Harry S. Rinker*

Class of 2003

  • Owner Rinker Company

If you pursue opportunities that come your way, make the most of your attributes, and work hard, then you will be successful.

Harry Rinker was born in 1921 in Toronto, Canada, to American citizens. When he was age two, his parents moved to Washington state. Rinker's father made very little money working at odd jobs, and the family lived in a small rented house without electricity or plumbing. "We thought that was normal," said Rinker. "We didn't even know anyone who had indoor plumbing." When he was six, they moved to a two-bedroom rental house in Tacoma that cost $10 a month. Rinker recalled that while they had very little, his father was proud that he could pay his rent when so many at that time could not.

The Rinkers lived a quiet, austere life. His mother washed their clothes in a tub with a scrub board. "We took baths once a week in a tub that was heated with water warmed on our wood stove," he says. "My mother also canned enough fruits and vegetables each summer to last us through the winter. In those days, you had to work hard just to survive. But I didn't realize we were poor. Everyone we knew was in the same boat."

Rinker's parents stressed the importance of integrity and hard work. "Those things came naturally to me," he said. "I never minded working." Although he had helped his parents with household chores from the time he could walk, Rinker's first paying job came when he was 10. A man came to his school to recruit several boys to sell used magazines. "He picked us up and drove us to different neighborhoods in town," he said. "We were paid 10 cents an hour. I sold magazines until seven o'clock, then went home and had a late dinner." Rinker gave his daily earnings of 35 cents to his mother for safekeeping. At the end of the year, he had accumulated enough to buy a bicycle.

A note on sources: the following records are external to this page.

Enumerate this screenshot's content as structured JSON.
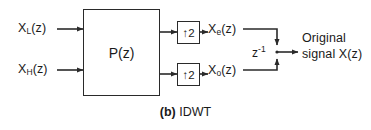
{
  "figure": {
    "caption_prefix": "(b)",
    "caption_text": "IDWT"
  },
  "inputs": {
    "low_main": "X",
    "low_sub": "L",
    "low_suffix": "(z)",
    "high_main": "X",
    "high_sub": "H",
    "high_suffix": "(z)"
  },
  "blocks": {
    "polyphase_label": "P(z)",
    "upsampler_even_label": "↑2",
    "upsampler_odd_label": "↑2"
  },
  "signals": {
    "even_main": "X",
    "even_sub": "e",
    "even_suffix": "(z)",
    "odd_main": "X",
    "odd_sub": "o",
    "odd_suffix": "(z)",
    "delay_main": "z",
    "delay_sup": "-1"
  },
  "output": {
    "line1": "Original",
    "line2": "signal X(z)"
  },
  "colors": {
    "stroke": "#2a2a2a",
    "text": "#1a1a1a",
    "background": "#ffffff"
  }
}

In the winter, Rinker chopped wood for neighbors; in the summer, he cut lawns. From the time he was 12, he paid for all his personal expenses. When Rinker turned 15, he got a full-time summer job at a fruit and vegetable cannery, putting in 60 to 70 hours a week at 45 cents an hour. At the end of that first summer, he bought a 10-year-old touring car for $25. He stayed on at the cannery when school resumed, working 30 to 40 hours a week on the night shift. He quit only when he began falling asleep during classes.

After graduation from high school, Rinker went to work in the shipyards. To bolster his income, he got a real estate license. Amazed that he could make a $100 commission for selling one house at $2,500, Rinker worked hard for what he says was easy money. Soon, he was one of the company's top salesmen, and the only one with a separate day job.

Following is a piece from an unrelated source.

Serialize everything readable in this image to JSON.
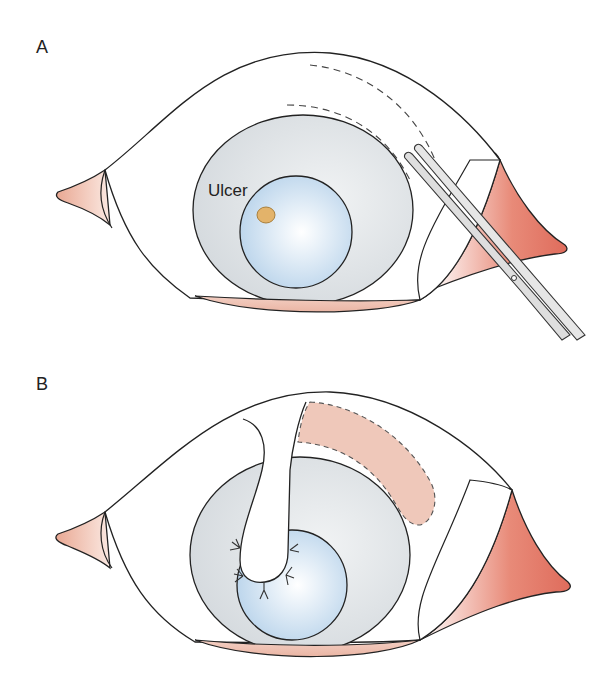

Rinker signed up for the U.S. Army Air Corps the day after Pearl Harbor was bombed in 1941 and served as an enlisted man for four years. When the war ended, he returned to work in real estate. In 1947, he formed a partnership with a developer, and together they built tract homes in Tacoma until the economy went flat in 1953. They then moved their operation to California, where they built several thousand homes in Anaheim and Garden Grove over the next seven years. Rinker ended his partnership and began building service stations, and then shopping centers, throughout the western United States. In 1973, he sold his company to another firm; managed the newly merged entity for five years; and formed Rinker Company, a real estate investment and development firm that operates in Idaho and southern California.

"Real estate is a wonderful opportunity," said Rinker. "I discovered in my career that if you put your mind to something and work hard, you will be successful. His advice to youth was to seize all opportunities that present themselves. "Pursue opportunities with an all-out effort," he said. "Even if you have adversities or handicaps, which we all do because no one is perfect, make the most of your attributes and work hard. If you do that, you will be successful."

Honesty and generosity are traits Rinker especially admired and incorporated into his daily life. "There is only so much you can have in worldly goods," he said. "The real joy of life is in helping others."